What message do I want to leave to the world? A curse on all pious bigots everywhere.”

Another letter was to his parents.

“Dear Mom and Dad:

It was good to hear your voices on the phone the other night. You sounded so happy, Mom, when I told you the news about my getting married. And I was happy too. I really thought it would work out. Cleo admires me and respects me.

I can almost hear you saying, the girl must be crazy. Well, she is, sort of. But she wants to have a family and so do I. I’ve always loved kids. My head was filled with hope. But all the time I had this terrible turmoil inside me, despair, hate, rage. It is impossible for me to make a family, impossible. Oh, how I can picture Dad scowling over that because he thinks that men are first and foremost created to make families. But what if they can’t? Can’t can’t can’t what if they can’t?”

Another unfinished letter was addressed to Cleo.
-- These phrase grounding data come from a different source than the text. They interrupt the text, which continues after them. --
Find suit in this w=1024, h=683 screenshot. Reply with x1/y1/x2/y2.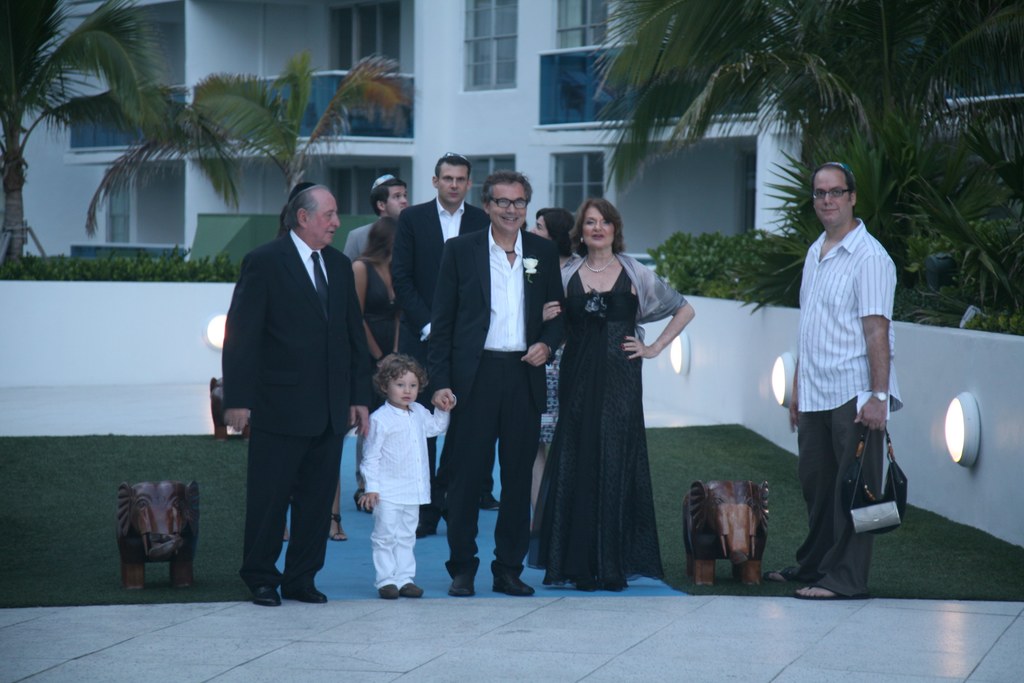
392/195/496/523.
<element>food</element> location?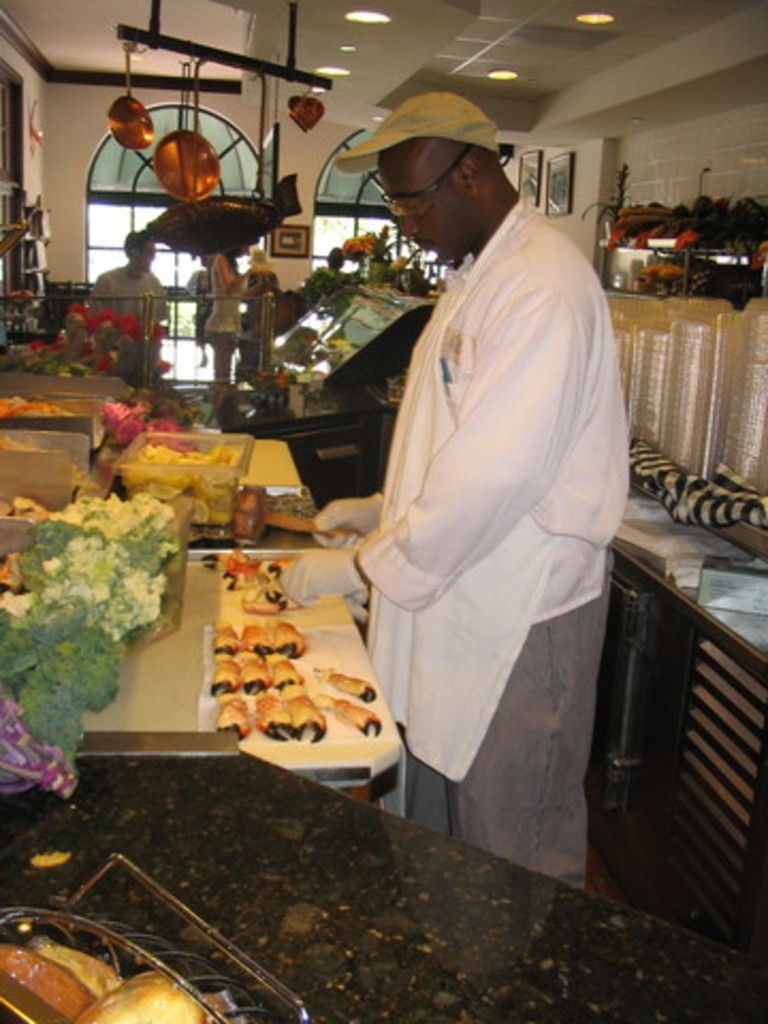
<bbox>250, 689, 292, 740</bbox>
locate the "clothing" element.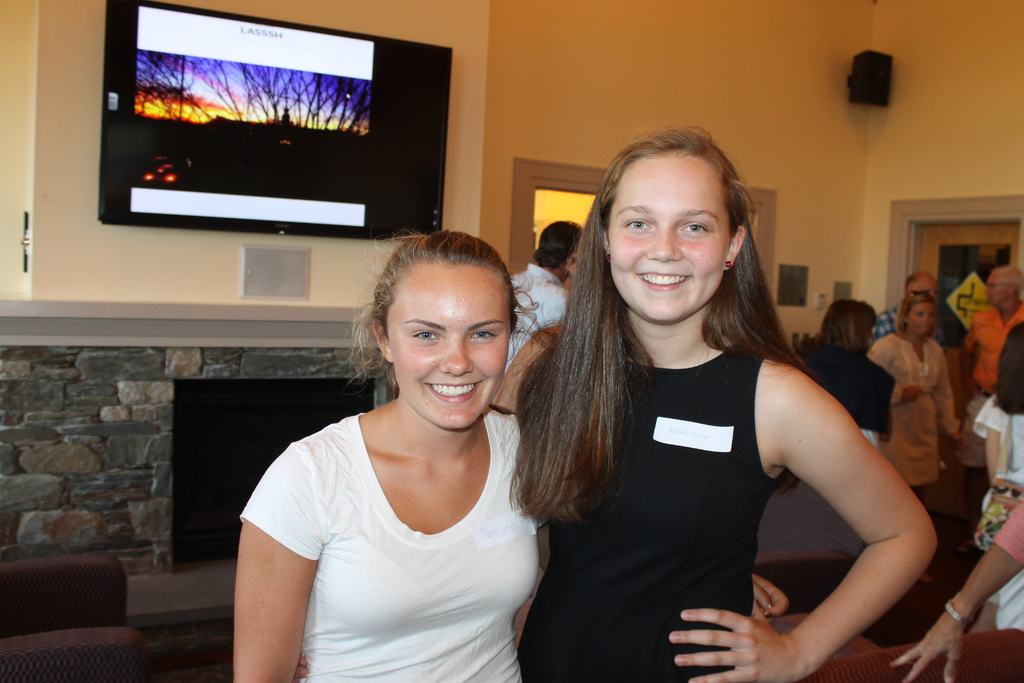
Element bbox: l=956, t=298, r=1023, b=425.
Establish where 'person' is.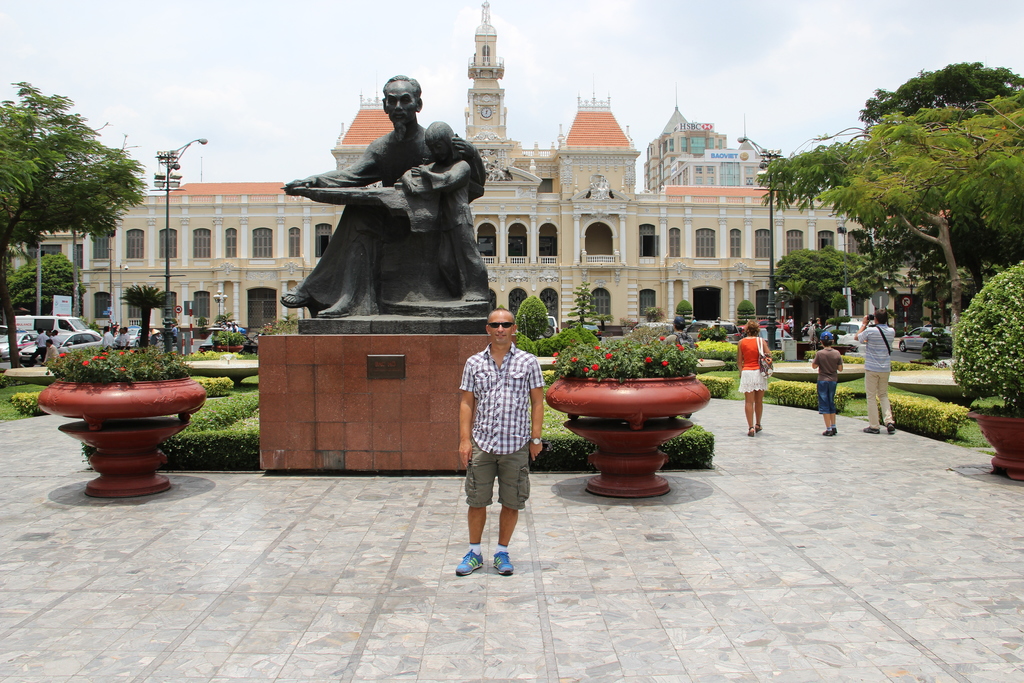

“Dear little Cleo, you should never have come to me with your troubles. I often told you at school that you could, but when you did, when you suddenly appeared out of the blue, I got carried away. I forgot I was supposed to be objective. I thought, why not? Why can’t Cleo and I have children like normal people? All of a sudden I had real hope for the future. I would change, you would change, we would change each other. We would have a family, I could be a good Mormon again.